The most significant difference between the June 2007 MBP and the February 2008 MBP was the Multitouch trackpad hardware. No matter what software people installed on their pre-multitouch MacBooks, they would never get Multitouch. The most significant difference between the Feb. 2008 and the October 2008 MBP (aside from case redesign) was the displayport interface. The difference between a upped-spec MBP bought in Jan. 2008 and a low-spec MBP bought in Mar. 2009 was the trackpad, displayport, and graphics card number (2.4GHz processor (different names), 256MB VRAM, 2GB RAM).
When it comes to Blu-Ray, one can play with a vanilla external drive attached, the other has to hack the drive, and at the end of the day can still play Blu-Ray. Most people who want Blu-Ray but want to stick with their 1-Year 2-Month old computer (that is if Blu-Ray was brought in today) will get a hacked drive. No point putting up the money for a to-all-purposes-exactly-the-same computer. The cost of legitimate use is just too great.
Now if we were talking Apple saying down the road only Quad-Core Macs could play Blu-Ray, the piracy movement might not take too much notice. But if the dual-core ones can play Blu-Ray, then people will think "Why can't my dual-core one do it? Oh wait, it can". The only barrier to playing HD on an older mac will be the user's willingness to be completely legitimate. Hacking a drive only voids a warranty. It does not broadcast an IP address, it does not download and upload data at the same time over the internet. Unless someone were to come and look at your computer, they would never suspect a thing. And eventually a friend would say "Could I have a copy?".
1. I would have to agree the spinning beachball is still annoying, but apparently it's to do with waiting on a process (often waiting on disk activity).
2. I hear Snow Leopard's memory requirements are going to be less... but still, it is good to be able to take advantage of older hardware.
3. The dock only wastes pixels if you don't have it on auto-hide. Which most people I know do. Loading bars are incorporated into dock icons by the programmers' workings (eg: handbrake, toast).
4. "When you move a document into a folder you can toggle between various keys to copy, create alias, or move." In the Finder: Cmd-Drag = Move, Option-Drag = Copy, Cmd-Option-Drag = Create Alias.
5. I use Marco Polo for this, but it would be nice to be system-implemented (although sometimes hazardous when the system decides to suddenly switch locations on you).
7 (6). Blu-Ray would be nice, but it does have that whole hideous DRM thing. Snow Leopard cannot have DRM support for some Macs and not others, or people will chuck fits. DRM has this ever so 'friendly' HDCP technology. The idea is that any path that copyrighted data follows must be designed to encrypt that data so that it is nigh impossible to copy. All Macs pre-displayport used DVI. These Macs are all relatively recent but have DVI ports. DVI isn't good enough. The video link is not encrypted and thus the copyrighted data could be copied without the rights. Anyone using a Firewire Blu-Ray drive would find that they couldn't play videos due to them having an unencrypted monitor out port.
Anyone wanting to use an old Cinema display to play videos would find that their 30 inch LCD is useless for HD goodness. The leap in Blu-Ray piracy would be astounding. As an example, iTunes is beginning to have this 'friendly' feature too ( http://blog.wired.com/photos/uncategorized/2008/11/26/ituneshdcplarge540.jpg ). Apple won't be able to lie and say that when they finally bring out Blu-Ray for Macs that older models cannot play due to hardware lackings -> A Santa Rosa MBP can play HD ripped movies fine, but it will never be allowed to play them legally. Has anyone noticed the proliferation of PC laptops that have Blu-Ray integrated? They usually have two ports: VGA and HDMI. The adverts all say "Play your Blu-Ray movies onto an external monitor through the HDMI connection" Why do they say that? Because VGA is unencrypted.
For this point seven (six): Apple is not the problem here.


Repeat precisely the line in which "The image size" occurs and all lines that follow it in the entries below. Pictures must be omitted.
○ ○ ○ ○ ○ ○ ○
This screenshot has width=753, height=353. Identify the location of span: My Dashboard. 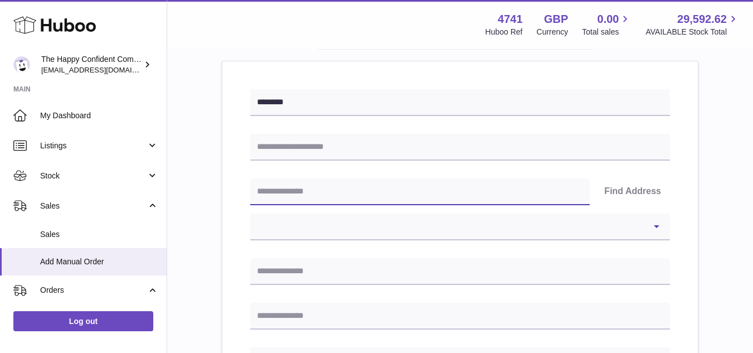
(99, 115).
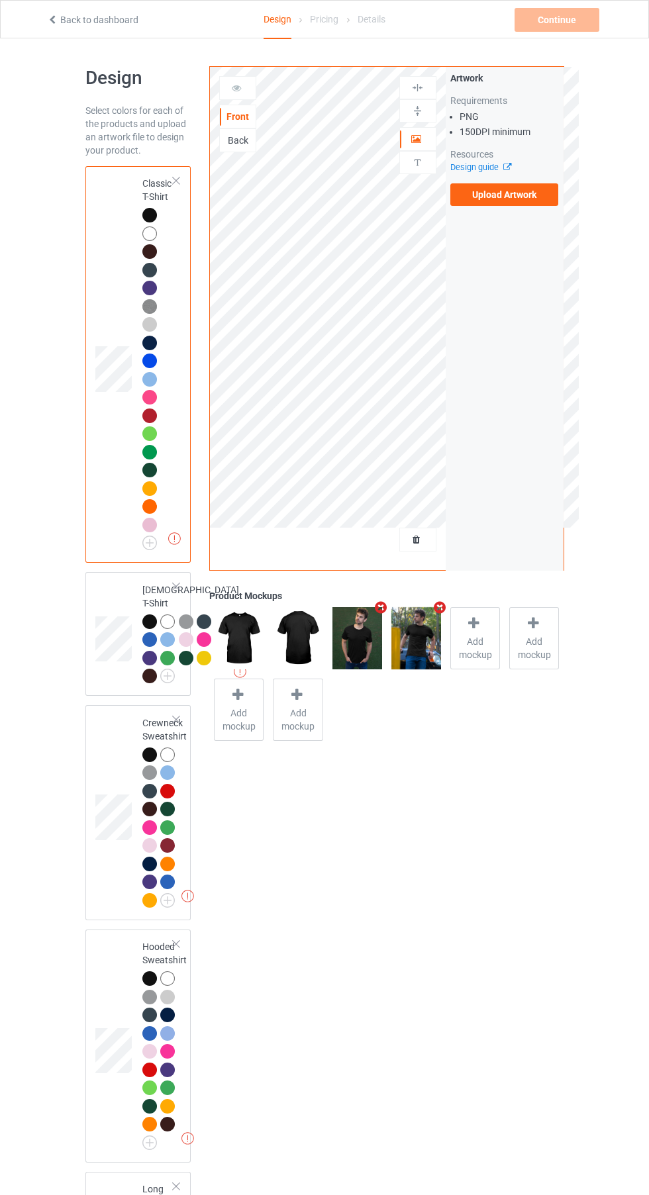 This screenshot has height=1195, width=649. Describe the element at coordinates (238, 140) in the screenshot. I see `div: Back` at that location.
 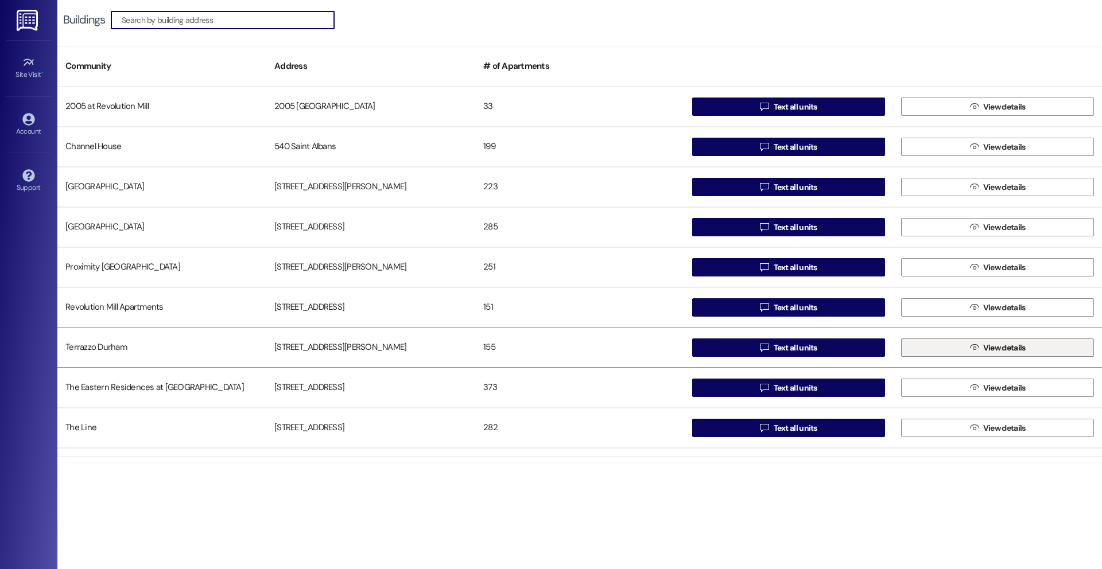 What do you see at coordinates (580, 66) in the screenshot?
I see `div: # of Apartments` at bounding box center [580, 66].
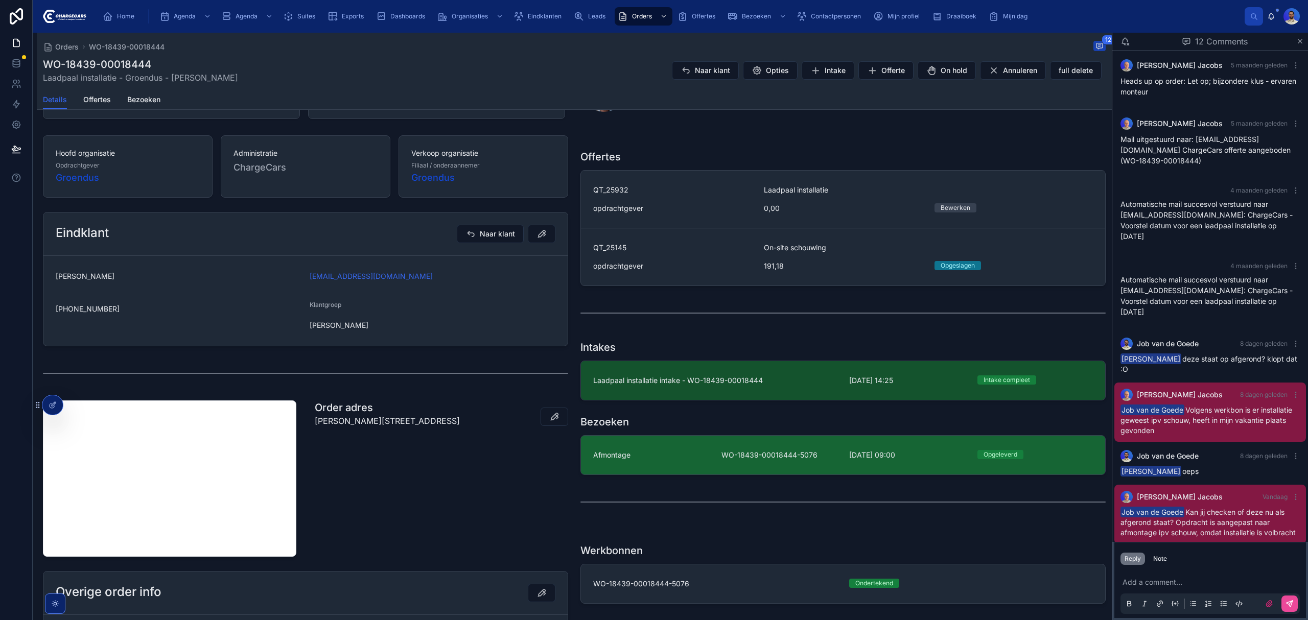  I want to click on button: Offerte, so click(886, 71).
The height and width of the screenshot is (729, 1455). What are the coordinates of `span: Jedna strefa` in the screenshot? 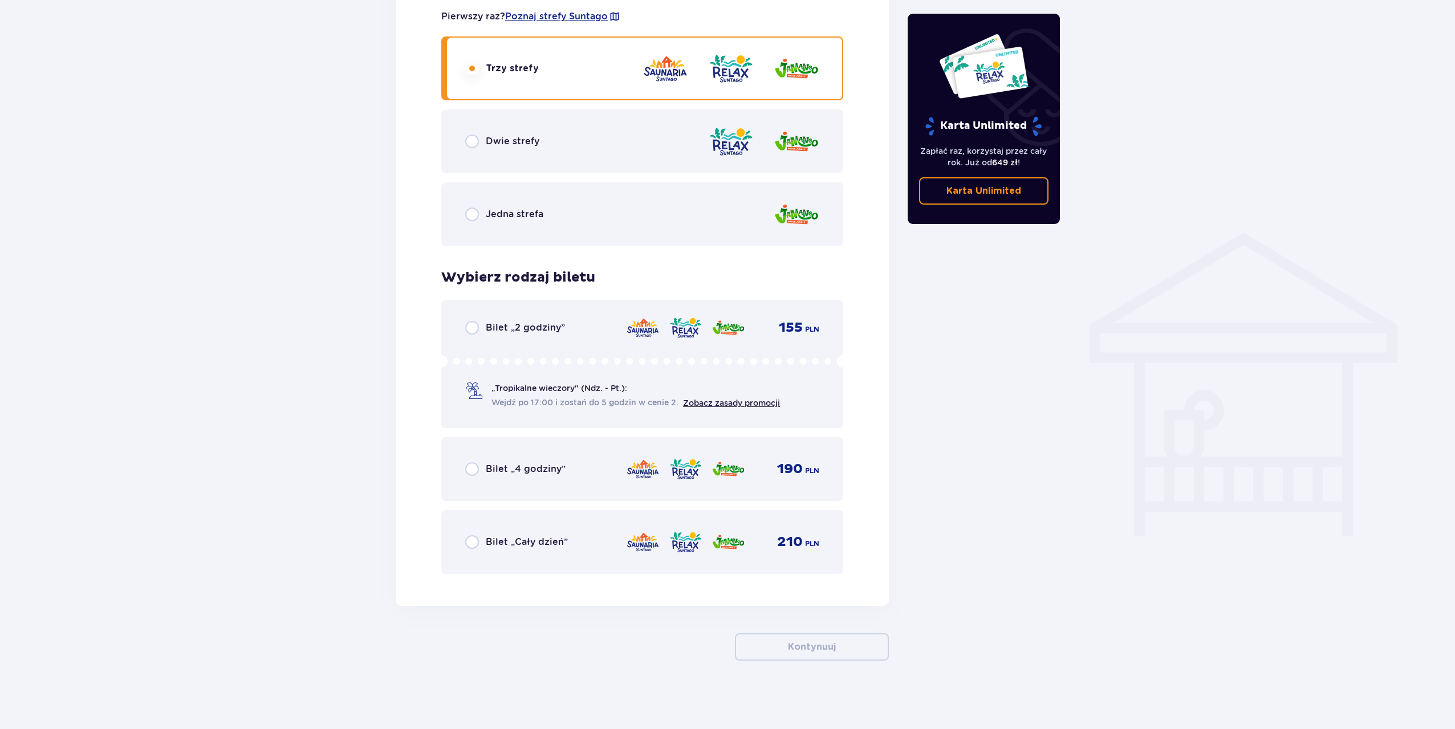 It's located at (514, 214).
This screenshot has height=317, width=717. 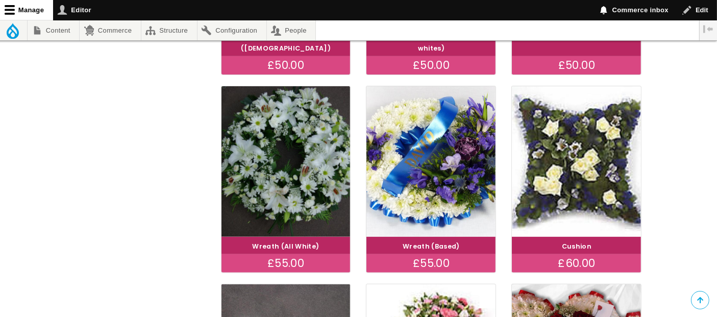 I want to click on img: Cushion, so click(x=576, y=161).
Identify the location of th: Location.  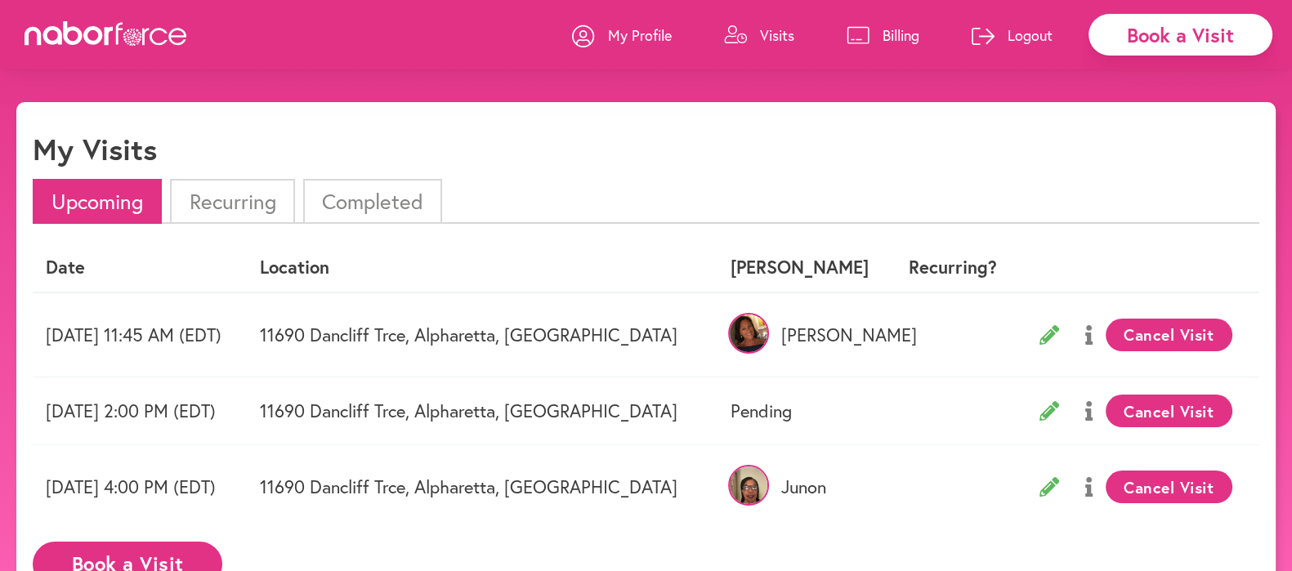
(482, 267).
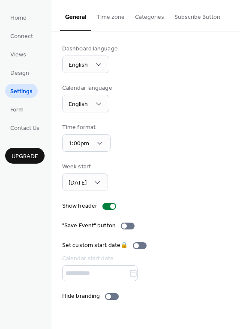 The width and height of the screenshot is (240, 329). What do you see at coordinates (25, 127) in the screenshot?
I see `a: Contact Us` at bounding box center [25, 127].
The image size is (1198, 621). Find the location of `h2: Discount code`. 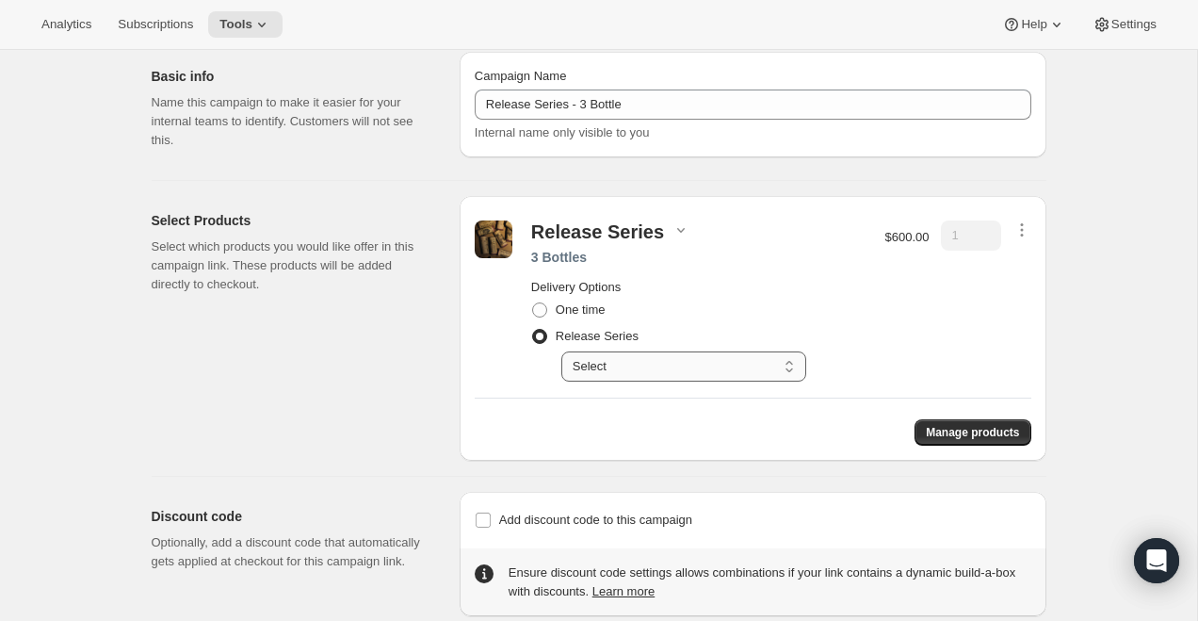

h2: Discount code is located at coordinates (290, 516).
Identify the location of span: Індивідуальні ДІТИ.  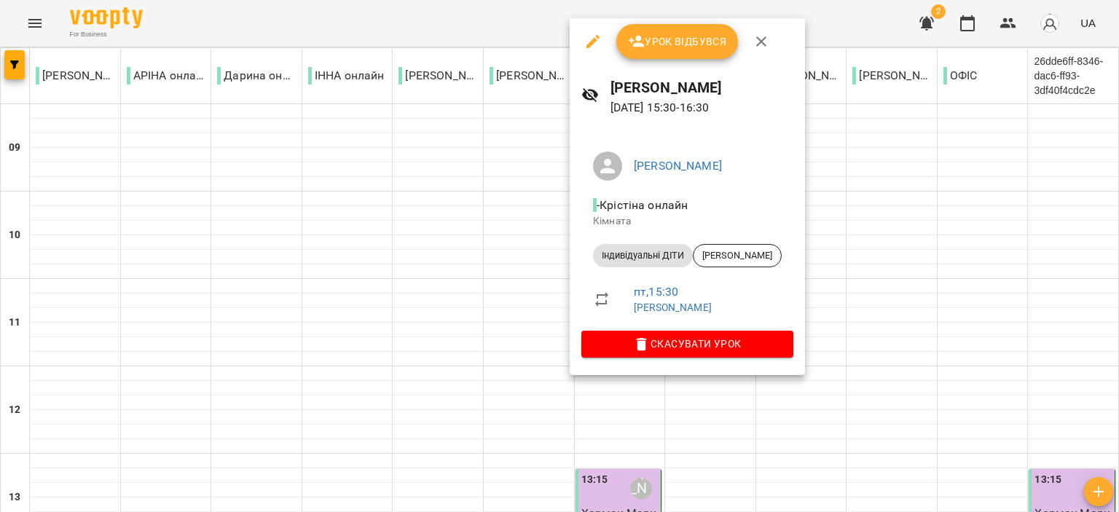
(643, 256).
○ ○ ○ ○ ○ ○ ○
SOLUTION FOR THIS EXERCISE:
The image size is (1198, 621). Find the location of `h2: Discount code`. 

h2: Discount code is located at coordinates (290, 516).
Identify the location of span: Індивідуальні ДІТИ.  
(643, 256).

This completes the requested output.